TrustAgentAI | Agent-to-Agent Trust Layer for MCP
Agent-to-Agent Trust Layer for MCP

Trust for AI Agents

TrustAgentAI proves Agent-to-Agent commitments and results. We create cryptographic infrastructure for verifiable delegation in the MCP ecosystem.

LinkedIn Company Page
Live Simulator

Try the Interactive Testbed

Experience how our Trust Proxy intercepts and secures AI financial transactions in real-time.

Launch Simulator

Beyond Simple Gateways

Unlike standard gateways and cybersecurity tools, TrustAgentAI ensures legal non-repudiation and provides a robust evidence base for dispute resolution.

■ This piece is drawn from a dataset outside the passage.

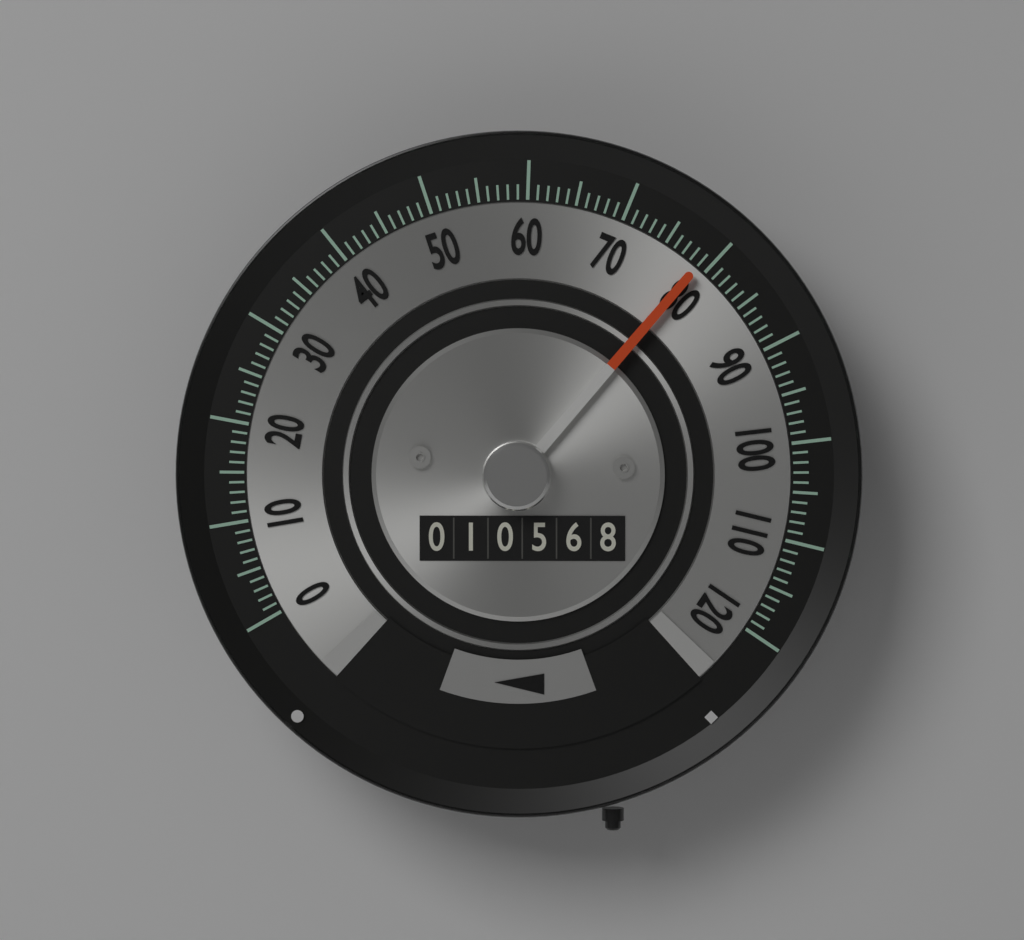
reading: 79 (no unit)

Agent-to-Agent Non-repudiation (D1)

Bilateral receipts ("accepted/executed") between agents eliminate the possibility of denying obligations in supply chains or financial transactions.

Risk Budgeting (D4)

Limits and authority budgets against "agent drift" are baked directly into the protocol, blocking dangerous actions at the execution level.

Differentiation: Trust Layer vs MCP Gateway

Product Lineup

The infrastructure of responsibility for the AI Agent economy

Agent-to-Agent Protocol

Core standard for cryptographic receipts (Intent, Acceptance, Execution) to record binding commitments.

Agent-to-Agent Proxy

Sidecar component on the MCP traffic path, verifying authority and applying budgets in real-time.

Time-stamp Registry

Immutable storage for receipts with cryptographic time-stamping to ensure 100% historical integrity.

Dispute Console

Interface for compliance: verify signatures and export "Dispute Packs" for legal and insurance use.

Standard V1.0 January 2026

TrustAgentAI: The Liability Layer for Agent-to-Agent in MCP

1. The Problem: Liability Crisis

MCP solves the connectivity problem but ignores the liability problem. Without cryptographic non-repudiation, the corporate sector will not allow AI agents to manage real budgets or high-stakes API calls.

2. Threat Model: Beyond Gateways

Unlike MCP gateways that simply route traffic, we neutralize specific Agent-to-Agent risks:

  • Repudiation: "He-said-she-said" deadlock between agents from different companies.
  • Agent Drift: Prevent agents from exceeding business roles due to hallucinations.
  • Log Tampering: Prevent administrative manipulation of transaction history.

3. Three Agent-to-Agent Trust Artifacts

Our protocol records obligations through three types of receipts:

  • Intent Envelope: Agent A signs the intent metadata (nonce, trusted timestamp, TTL).
  • Acceptance Receipt: Agent B signs the acceptance of terms (validity window).
  • Execution Receipt: Agent B signs the outcome and precise execution timestamp.

4. Hard Differentiators (D1-D5)

  • D1 Non-repudiation Agent-to-Agent: Bilateral signing ensures absolute accountability.
  • D2 Dispute-grade proof: Evidence designed for courts and insurance auditors.
  • D3 Authority per action: Permissions re-validated for every single delegation.
  • D4 Risk budgeting: Real-time budget enforcement integrated into the protocol.
  • D5 Tamper-evident history: Merkle batching with external anchors for immutable time and data.

5. Architecture and MCP Integration

TrustAgentAI acts as an MCP Middleware Server. Our proxy intercepts JSON-RPC tool calls and returns an MCP-format block error if the action is unauthorized or exceeds the risk budget.